As is the custom, he hoisted the Pakistani flag and his area’s pennant on his ice-axe and took the some mandatory photographs. He then started the descent. Now it was a “race with death”. When the sun went down, the air became extremely cold. He was coming down without his ice-axe, as he had, in natural excitement, left it behind on the summit. And then suddenly his right crampon slipped off his boot, leaving him “like a stark”. He had the support of one crampon and ski-sticks. He inched his way down with sheer determination. After half-an-hour complete darkness surrounded the mountain.

Buhl spent the night “standing on a wobbly block of stones” in the middle of a steel rock face. “There was not enough level ground for him to crouch let alone to sit; all night he had to hang on to the rock face with one hand and his ski-sticks with the other, and he had nothing to put on, not even a pullover to keep him warm.”

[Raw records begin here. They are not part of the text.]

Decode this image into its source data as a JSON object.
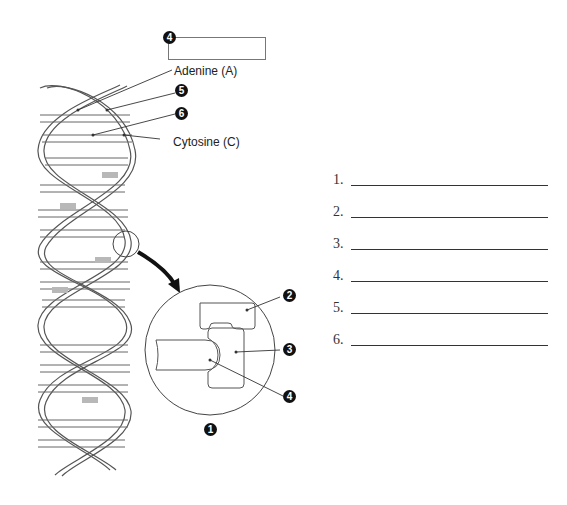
{
  "diagram": {
    "title_box_badge": "4",
    "labels": {
      "adenine": "Adenine (A)",
      "cytosine": "Cytosine (C)"
    },
    "badges_helix": [
      "5",
      "6"
    ],
    "badges_zoom": [
      "2",
      "3",
      "4",
      "1"
    ]
  },
  "answers": {
    "items": [
      {
        "num": "1.",
        "value": ""
      },
      {
        "num": "2.",
        "value": ""
      },
      {
        "num": "3.",
        "value": ""
      },
      {
        "num": "4.",
        "value": ""
      },
      {
        "num": "5.",
        "value": ""
      },
      {
        "num": "6.",
        "value": ""
      }
    ]
  },
  "colors": {
    "ink": "#333333",
    "shade": "#b8b8b8",
    "badge": "#111111"
  }
}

He did not allow himself any sleep during the whole night, as it would have invited instantaneous freezing and a sudden and sure death. All this was happening “at a height of more than 26,000 feet”. A marvellous feat of self-discipline, endurance and stamina!

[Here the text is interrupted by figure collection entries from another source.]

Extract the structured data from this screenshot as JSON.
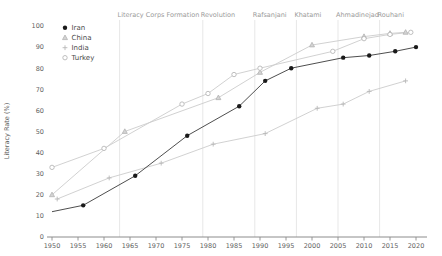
{
  "chart_data": {
    "type": "line",
    "title": "",
    "xlabel": "",
    "ylabel": "Literacy Rate (%)",
    "xlim": [
      1950,
      2020
    ],
    "ylim": [
      0,
      100
    ],
    "x_ticks": [
      1950,
      1955,
      1960,
      1965,
      1970,
      1975,
      1980,
      1985,
      1990,
      1995,
      2000,
      2005,
      2010,
      2015,
      2020
    ],
    "y_ticks": [
      0,
      10,
      20,
      30,
      40,
      50,
      60,
      70,
      80,
      90,
      100
    ],
    "grid": "vertical lines at annotation years only",
    "legend_position": "top-left inside plot",
    "legend_entries": [
      "Iran",
      "China",
      "India",
      "Turkey"
    ],
    "series": [
      {
        "name": "Iran",
        "marker": "filled-circle",
        "color": "#1a1a1a",
        "line_color": "#3a3a3a",
        "points": [
          [
            1950,
            12
          ],
          [
            1956,
            15
          ],
          [
            1966,
            29
          ],
          [
            1976,
            48
          ],
          [
            1986,
            62
          ],
          [
            1991,
            74
          ],
          [
            1996,
            80
          ],
          [
            2006,
            85
          ],
          [
            2011,
            86
          ],
          [
            2016,
            88
          ],
          [
            2020,
            90
          ]
        ],
        "first_point_unmarked": true
      },
      {
        "name": "China",
        "marker": "triangle",
        "color": "#b2b2b2",
        "line_color": "#cccccc",
        "points": [
          [
            1950,
            20
          ],
          [
            1964,
            50
          ],
          [
            1982,
            66
          ],
          [
            1990,
            78
          ],
          [
            2000,
            91
          ],
          [
            2010,
            95
          ],
          [
            2015,
            96.5
          ],
          [
            2018,
            97
          ]
        ],
        "first_point_unmarked": false
      },
      {
        "name": "India",
        "marker": "plus",
        "color": "#b8b8b8",
        "line_color": "#cccccc",
        "points": [
          [
            1951,
            18
          ],
          [
            1961,
            28
          ],
          [
            1971,
            35
          ],
          [
            1981,
            44
          ],
          [
            1991,
            49
          ],
          [
            2001,
            61
          ],
          [
            2006,
            63
          ],
          [
            2011,
            69
          ],
          [
            2018,
            74
          ]
        ],
        "first_point_unmarked": false
      },
      {
        "name": "Turkey",
        "marker": "open-circle",
        "color": "#b8b8b8",
        "line_color": "#cccccc",
        "points": [
          [
            1950,
            33
          ],
          [
            1960,
            42
          ],
          [
            1975,
            63
          ],
          [
            1980,
            68
          ],
          [
            1985,
            77
          ],
          [
            1990,
            80
          ],
          [
            2004,
            88
          ],
          [
            2010,
            94
          ],
          [
            2015,
            96
          ],
          [
            2019,
            97
          ]
        ],
        "first_point_unmarked": false
      }
    ],
    "annotations": [
      {
        "year": 1963,
        "label": "Literacy Corps Formation"
      },
      {
        "year": 1979,
        "label": "Revolution"
      },
      {
        "year": 1989,
        "label": "Rafsanjani"
      },
      {
        "year": 1997,
        "label": "Khatami"
      },
      {
        "year": 2005,
        "label": "Ahmadinejad"
      },
      {
        "year": 2013,
        "label": "Rouhani"
      }
    ],
    "colors": {
      "axis": "#8c8c8c",
      "tick_label": "#5f5f5f",
      "annotation_text": "#9a9a9a",
      "event_gridline": "#e7e7e7",
      "legend_text": "#4a4a4a",
      "background": "#ffffff"
    }
  }
}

At about 6.30pm, his friends — Ertl and Frauenberg — were helping him into the tent. The joy of the meeting was “beyond Buhl’s power of description.” After more than 50 years and some 20 deaths by that time, the nanga Parbat had been climbed. Buhl had been unbelievably lucky.

According to Professor Dyhrenfurth, a keen climber, an Olympic gold medalist and a geologist by profession, “the 40-hour solo effort by the Tyrolean wonder-climber was a heroic performance; but it should be stressed that his method of attack is not to be recommended on other eight-thousanders!”

Austro-German Hermann Buhl was 29 years of age when he achieved this landmark. Just four years later, he died during an expedition on another Pakistani mountain, the Broad Peak (8,047 metres). They did climb the peak, but Buhl along with Diemberger, headed towards the nearby Chogolinsa peak (7,654 meters). They surmounted that as well, but on the way down, Buhl fell through a cornice, and now lies peacefully buried in the Pakistani mountains which he loved immensely. Should we call this tragedy a revenge of the Nanga Parbat demons?

Since that effort by Buhl in 1953, the nanga has been climbed on many occasions by many expeditions from different routes in the last fifty years. Among them, there have been nine Pakistanis; Colonel (retd) Sher Khan, Rajab Shah, Muhammad Ullah (twice), Atta, Aziz Beg, Rozi Ali, Hassan, Kudrat Ali and Ameer-ud-Din. The Killer Mountain, however, has also continued to quench its thirst with the blood of many famous climbers. The cruel, but healthy and fascinating drama would continue till such time as brave ad courageous people live on this planet.

The unfortunate part is that Nanga Parbat and other mountainous areas of Pakistan now lie in a state of official neglect. They are full of pollutants and, regrettably, it is impossible to enjoy a visit to them. Clean-up expeditions organized by the Alpine Club of Pakistan and other NGOs have done a good job by clearing some garbage, but these organizations are short of resources, and only the state can do what is required, and on an urgent basis.

Undoubtedly, a pollution-free Nanga Parbat, and, indeed, all other mountains, would be a befitting tribute to the memory of Hermann Buhl, a decent human being and an accomplished climber.